The school is located in the heart of downtown L.A.'s rough Pico-Union neighborhood. It opened its doors just two years ago and is heavily staffed with young, nontenured teachers.

"Originally when we hired, new teachers were the ones that opted to our program," says Principal Jeanette Stevens.

The school is aimed at reinventing the traditional Los Angeles school, Stevens says. Classes start later, there are two lunch breaks and two snack breaks, and teachers plan curricula together. Veteran teachers mostly weren't interested in coming to Liechty when it first opened.

But now Stevens says the veterans have to come here because they've lost their own classes, and the young teachers are being fired to make room.

"I'm having to go out and pick up teachers who may not be vested in the program [because] they are displaced and they have a right to the position," Stevens says.

Even administrators, long out of the classroom, may replace the young teachers. Stevens says she's devastated.

"I don't know if I'll ever see another group of educators that are so passionate and committed to the work that they are doing." And Stevens says she'll really miss the young teachers' innovation.
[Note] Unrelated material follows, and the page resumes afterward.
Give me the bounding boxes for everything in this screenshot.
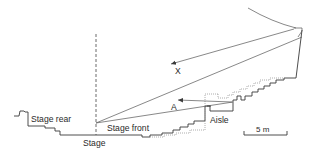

This year they tweaked the math curriculum and incorporated it into a home movie — actually a horror movie — written and performed by the definitely-not-ready-for-prime-time seventh grade teachers.

In the movie, the school is haunted by a crazed kidnapper named Pythagoras. He's the one with the theorem about calculating the sides of a right triangle. You never see Pythagoras' face, just his yellow-dish-glove-covered hands. He kidnaps one teacher after another, leaving behind a rhyming ransom note masquerading as a math lesson: "Find all the squares and don't be late, you need to find eight. Pythagoras."
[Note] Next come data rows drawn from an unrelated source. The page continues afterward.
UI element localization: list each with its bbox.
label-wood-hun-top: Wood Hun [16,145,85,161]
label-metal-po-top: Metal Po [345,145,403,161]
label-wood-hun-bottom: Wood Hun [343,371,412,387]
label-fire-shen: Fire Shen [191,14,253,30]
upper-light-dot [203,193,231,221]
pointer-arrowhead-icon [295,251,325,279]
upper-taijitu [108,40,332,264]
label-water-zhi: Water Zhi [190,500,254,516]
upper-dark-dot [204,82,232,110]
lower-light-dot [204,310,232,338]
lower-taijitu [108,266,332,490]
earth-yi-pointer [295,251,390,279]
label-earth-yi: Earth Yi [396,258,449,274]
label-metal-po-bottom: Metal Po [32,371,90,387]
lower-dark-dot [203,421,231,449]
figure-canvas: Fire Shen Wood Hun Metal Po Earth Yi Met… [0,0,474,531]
Seventh grade math and science teacher Julie Van Winkle says the video may not be your typical approach to teaching junior high math, but the lesson has stuck.
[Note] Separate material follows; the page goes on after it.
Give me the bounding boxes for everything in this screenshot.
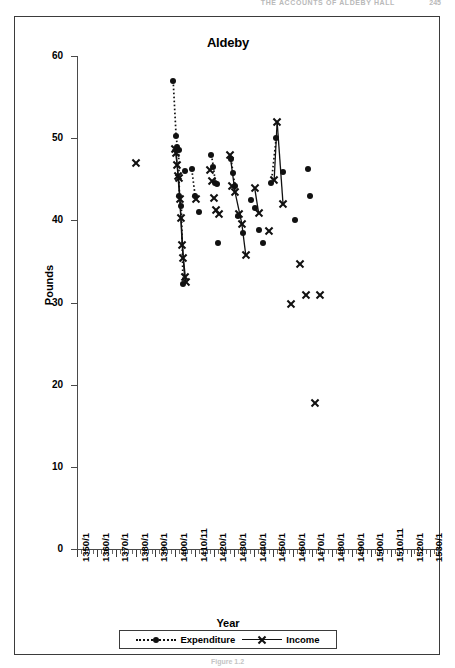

"Even the kids that really struggle with math know the Pythagorean theorem," Van Winkle says.

Seventh grader David Nova has been with Van Winkle for the past two years. Here, teachers move up grade levels with their kids. Nova says they're the best thing about his school.

"They're nice, and they really focus on the students," he says. "They try to help you if you are bad. They don't just give up on you. They do their job."

Van Winkle has gotten a pink slip. So have most of her fellow teachers. She says the district should have cut bureaucrats instead of firing teachers and increasing class sizes.

"Ultimately, it's kids who are paying the highest price," she says.

Roy McClane is one of the few veteran teachers at Liechty.

"I would give anything to save these teachers' jobs," he says. "You know, the whole country is a mess. Why should we be spared?"

McClane says he's willing to accept a pay cut or a furlough, but he hasn't heard the union offer those concessions. Both the union and the school district are still negotiating. L.A. Superintendent Ramon Cortines says he hopes to find a way for the hard hit urban schools to keep most of their staff. Many may have to return as day-to-day substitutes.

UCLA education professor John Rogers says the massive budget cuts hurt not only teachers currently employed, but those coming up the ranks.

"We may be losing this generation of highly trained committed educators who are not just there for this year, but who want to make a difference for years to come," Rogers says.

UCLA's graduate program usually places 150 new teachers into the L.A. Unified School District's urban schools every year. Rogers says that this year, not one graduate has been hired.

Liechty Middle School Principal Stevens says she hopes something will be worked out before she has to start school in the fall with a whole new team.

"Honestly, I have to be hopeful because I can't imagine the situation for Sept. 9. It's beyond my capacity to think about it," she says.